In practice, ML methods have been employed to make predictions from genotypes, with the potential to bring improved prediction of outcomes; however, their current performance is unclear [28, 29]. Based on systematic reviews by us and others, the performance of machine learning methods has been highly varied (0.48-0.95 AUC) and differed between schizophrenia (0.54-0.95 AUC), bipolar (0.48-0.65 AUC), autism (0.52-0.81 AUC) and anorexia (0.62-0.69 AUC) [28]. For Alzheimer’s disease risk prediction AUC results have also varied (0.49-0.97) [29]. Given that genetic prediction for complex traits is bounded by heritability and the disease prevalence [31], these results match and outperform the theoretical maximum prediction accuracy. For example, in AD using PRS, an AUC of 0.82 was achieved assuming single nucleotide polymorphism (SNP)-based heritability h2 = 0.24 and life-time disease prevalence of 2% [19]. Nevertheless, the reported high accuracy could also be a result of one or more biases, which stems from study design and analysis flaws: choices related to predictor selection, hyperparameter tuning, validation methodology, and test set exposure during training.

The ability of machine learning methods to predict schizophrenia or other psychiatric dis- orders from genetics remains unclear. Attributes of studies which elevated risk of bias for analysis often relate to information leaking from the test set to the training set. Furthermore, comparison between machine learning, logistic regression and polygenic risk scores is hampered by low effective sample size. These limitations can be dealt with adequately by considering simulations. Here, for any given population parameters, a large external sample can be simulated and used to inform hyperparameter choices separately from any training data, avoiding the possibility of information leaking. In addition, additivity of genetic effects, and deviations from this, can be investigated alongside polygenic risk scores with and without prior information.
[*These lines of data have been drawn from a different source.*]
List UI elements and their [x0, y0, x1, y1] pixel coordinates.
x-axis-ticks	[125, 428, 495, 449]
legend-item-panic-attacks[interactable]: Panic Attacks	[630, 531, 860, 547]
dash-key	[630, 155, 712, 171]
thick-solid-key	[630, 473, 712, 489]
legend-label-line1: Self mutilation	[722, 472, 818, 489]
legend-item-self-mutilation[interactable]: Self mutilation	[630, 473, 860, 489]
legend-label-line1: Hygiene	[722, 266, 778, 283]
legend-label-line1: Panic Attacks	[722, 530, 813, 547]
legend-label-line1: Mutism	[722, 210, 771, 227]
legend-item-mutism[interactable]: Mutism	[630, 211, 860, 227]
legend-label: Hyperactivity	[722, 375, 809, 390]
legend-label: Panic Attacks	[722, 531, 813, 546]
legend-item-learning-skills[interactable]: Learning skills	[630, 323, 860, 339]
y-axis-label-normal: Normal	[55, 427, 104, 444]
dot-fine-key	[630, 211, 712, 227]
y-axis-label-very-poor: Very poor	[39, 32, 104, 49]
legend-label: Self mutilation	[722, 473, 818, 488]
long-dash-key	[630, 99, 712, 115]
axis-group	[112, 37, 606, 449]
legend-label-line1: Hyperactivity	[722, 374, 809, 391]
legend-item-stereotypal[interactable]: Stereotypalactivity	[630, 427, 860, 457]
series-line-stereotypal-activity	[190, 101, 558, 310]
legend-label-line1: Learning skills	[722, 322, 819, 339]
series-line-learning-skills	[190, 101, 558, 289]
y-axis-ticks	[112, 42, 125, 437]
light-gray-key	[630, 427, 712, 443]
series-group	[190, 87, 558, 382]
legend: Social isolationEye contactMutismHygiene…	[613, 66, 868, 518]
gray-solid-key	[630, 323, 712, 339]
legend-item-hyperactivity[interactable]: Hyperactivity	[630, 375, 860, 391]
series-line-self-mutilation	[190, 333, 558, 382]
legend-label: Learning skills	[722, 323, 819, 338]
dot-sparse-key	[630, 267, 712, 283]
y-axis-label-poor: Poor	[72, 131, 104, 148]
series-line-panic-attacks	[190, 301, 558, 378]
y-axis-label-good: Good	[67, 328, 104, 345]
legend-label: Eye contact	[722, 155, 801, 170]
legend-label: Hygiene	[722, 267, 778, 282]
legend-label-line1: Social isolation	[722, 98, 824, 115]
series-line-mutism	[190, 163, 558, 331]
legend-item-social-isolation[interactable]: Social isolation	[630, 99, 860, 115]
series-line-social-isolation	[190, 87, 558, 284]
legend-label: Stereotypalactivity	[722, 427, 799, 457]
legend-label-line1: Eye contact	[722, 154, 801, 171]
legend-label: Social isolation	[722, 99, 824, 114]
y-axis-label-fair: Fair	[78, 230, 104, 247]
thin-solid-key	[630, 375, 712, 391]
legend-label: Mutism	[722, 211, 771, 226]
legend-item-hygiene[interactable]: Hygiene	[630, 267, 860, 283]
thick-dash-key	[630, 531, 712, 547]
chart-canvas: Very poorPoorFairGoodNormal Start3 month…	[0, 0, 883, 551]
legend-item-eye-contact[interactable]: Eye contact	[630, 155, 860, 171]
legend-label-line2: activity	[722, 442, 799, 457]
Disease risk prediction so far using ML applied to genetics, as measured by AUC, is comparable to PRS [32, 33]. A recent genome-wide machine learning study on the largest European databank for Alzheimer’s disease [34] identified putatively novel loci but also found no predictive improvement beyond PRS. Several factors contribute to this. Firstly, SNPs generally only correlate with causal variants, which limits the detection of nonlinear effects and interactions—the primary advantages ML has over PRS. Secondly, genetic predictors are relatively weak compared to others (e.g., biomarkers [35]), leading to an upper bound for AUC in complex trait genetics that is significantly below 1 [31]. Weak predictor-response relationships pose inherent challenges for flexible models, and currently, complex models may lack sufficient power to improve AUC substantially. Thirdly, large GWAS identify SNPs with small association effect sizes in summary statistics, though these effects may be larger in more homogeneous samples. For instance, the odds ratio (OR) for APOE is approximately 3.4 in cohorts with a mean age of ~72-73 years [36] but decreases in samples over 90 years old [37]. In pathology confirmed samples, typically older than clinical cohorts, some GWAS-derived SNP effect sizes are larger than those reported in clinically-assessed AD GWAS [22]. Homogeneous datasets in terms of age, population, and cognitive scores (e.g., the Alzheimer’s Disease Neuroimaging Initiative (ADNI) [38]) tend to show higher PRS AUC than clinical samples [39, 40]. Thus, while large GWAS meta-analyses provide summary statistics enabling PRS to achieve moderate AUC across datasets, they lack the specificity required for high accuracy due to averaging effect sizes across studies with varying recruitment criteria, outcome definitions, and genetic ancestry.

Unravelling genetic interactions

For these reasons ML approaches have been explored widely for their ability to detect interactions [41, 42]. Such epistatic effects go well beyond Bateson’s two-locus masking effect (Fig. 1), including 512 models for two-locus fully-penetrant classification problems alone [43]. Random forests have been extensively explored for detecting genetic interactions, with modifications aimed at improving their ability to identify such effects [44,45,46]. They have been adapted for high-dimensional data [47] and applied to conditions like rheumatoid arthritis [48] and age-related macular degeneration [49]. Many studies have historically focused on variable importance measures (VIMs) or adaptations to screen for interactions [50, 51].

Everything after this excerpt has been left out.